Title Case capitalises every word by splitting on word boundaries. This means short words like “a”, “the”, “of”, and “in” are also capitalised — which is correct for AP and Chicago style but not for APA or MLA, which have specific rules about which short words to lowercase. If your style guide has exceptions, apply them manually after copying.

Sentence case only knows about punctuation, not grammar. It capitalises the first letter of the text and the first letter after each period, exclamation mark, or question mark. Proper nouns in the middle of a sentence are not capitalised automatically — you need to fix those yourself after copying.

For camelCase, snake_case, and kebab-case, the converter works best with plain natural-language input or already-separated words. Pasting a long paragraph and expecting a camelCase variable name out of it will produce a very long identifier. Use these conversions for short phrases, labels, or identifiers.

Tips and advanced use

A common workflow when writing documentation or a style guide is to draft headings in plain sentence case first, then use this tool to generate the Title Case version for the published version. Paste each heading, copy the Title Case output, and paste it back — faster than manually adjusting each word.

For developers renaming things across a codebase, the three code-style variants are genuinely useful. Type the English description of what a variable represents — “user profile image url” — and copy whichever convention the codebase uses: userProfileImageUrl, user_profile_image_url, or user-profile-image-url.

The alternating case (aLtErNaTiNg cAsE) is mostly a fun style for memes, social posts, and creative headings. It is not a serious formatting choice, but that is exactly why it is included — the tool aims to cover everything.

Frequently asked questions

Does my text get sent to a server?
No.

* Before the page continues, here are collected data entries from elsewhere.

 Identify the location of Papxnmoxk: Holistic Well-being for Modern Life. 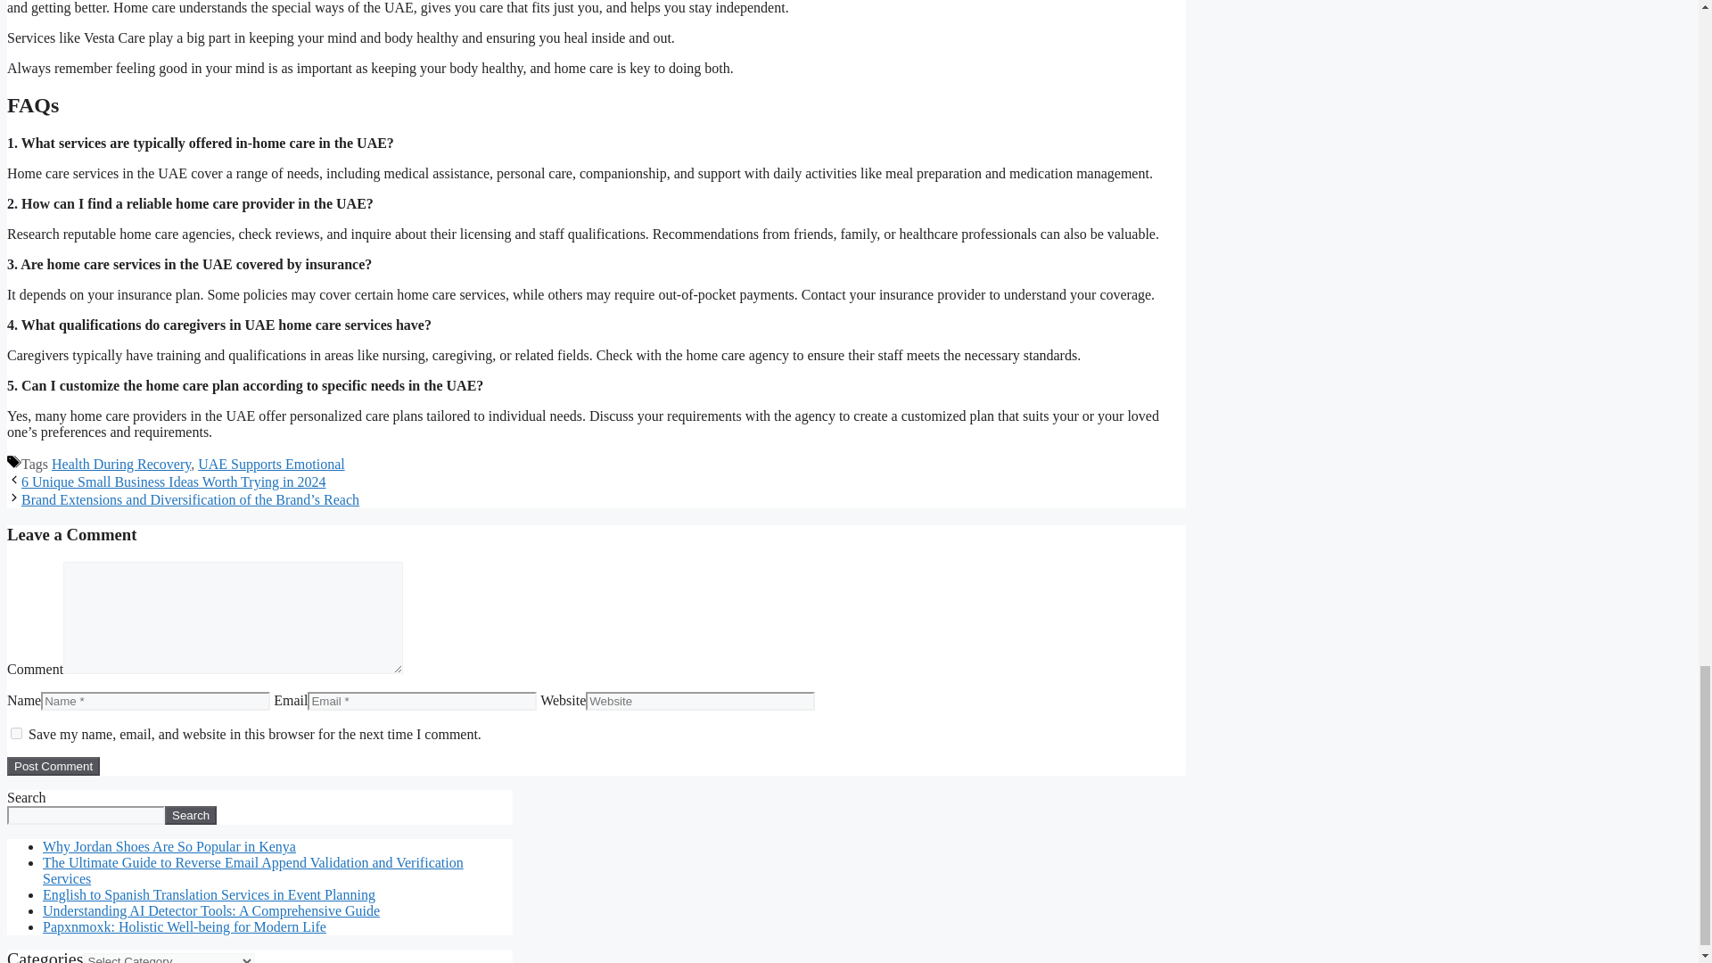
(185, 926).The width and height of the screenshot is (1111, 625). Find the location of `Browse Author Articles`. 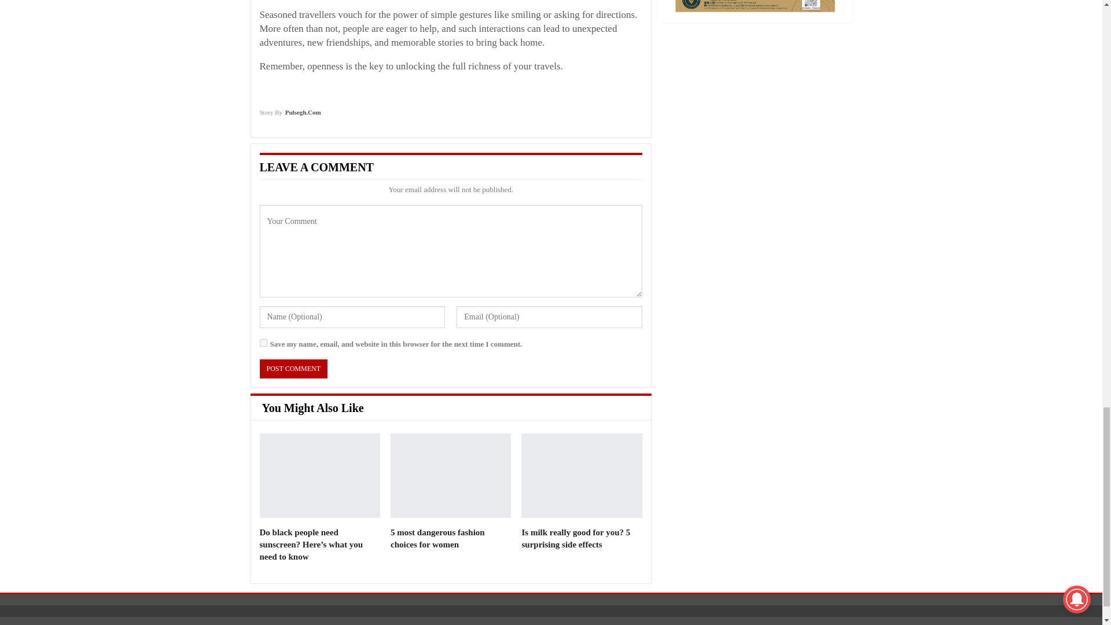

Every conversion runs entirely inside your browser using JavaScript. Nothing you type or paste is uploaded, stored, or transmitted. The tool is safe to use with private drafts, client copy, or confidential text.
What is the difference between Title Case and Sentence case?
Title Case capitalises the first letter of every word, which is typical for headings, book titles, and page titles. Sentence case only capitalises the first letter of the first word in a sentence (and any proper noun you add manually afterwards). Sentence case is closer to how normal English prose is written.
When would I use camelCase, snake_case, or kebab-case?
These three are code conventions rather than prose styles. camelCase is the standard for JavaScript variables and function names. snake_case is common in Python, Ruby, and database column names. kebab-case is widely used in URLs, CSS class names, and HTML attributes. The tool generates all three so you can pick the right one for your context.
Why does the alternating case skip punctuation and spaces?
The alternating toggle only flips when it encounters a letter. Spaces, punctuation, and numbers pass through unchanged and do not count as a 'step' in the alternation. This keeps the uppercase-lowercase rhythm consistent through words rather than resetting at every space.
Why does camelCase drop some words or look wrong on my input?
The camelCase converter first breaks your text into individual words by splitting on spaces, hyphens, underscores, and camelCase/PascalCase boundaries within existing words. Then it joins them. If the input contains abbreviations, all-caps words, or numbers, they may be treated as single tokens. For clean results, input plain natural-language text or hyphenated/underscored identifiers.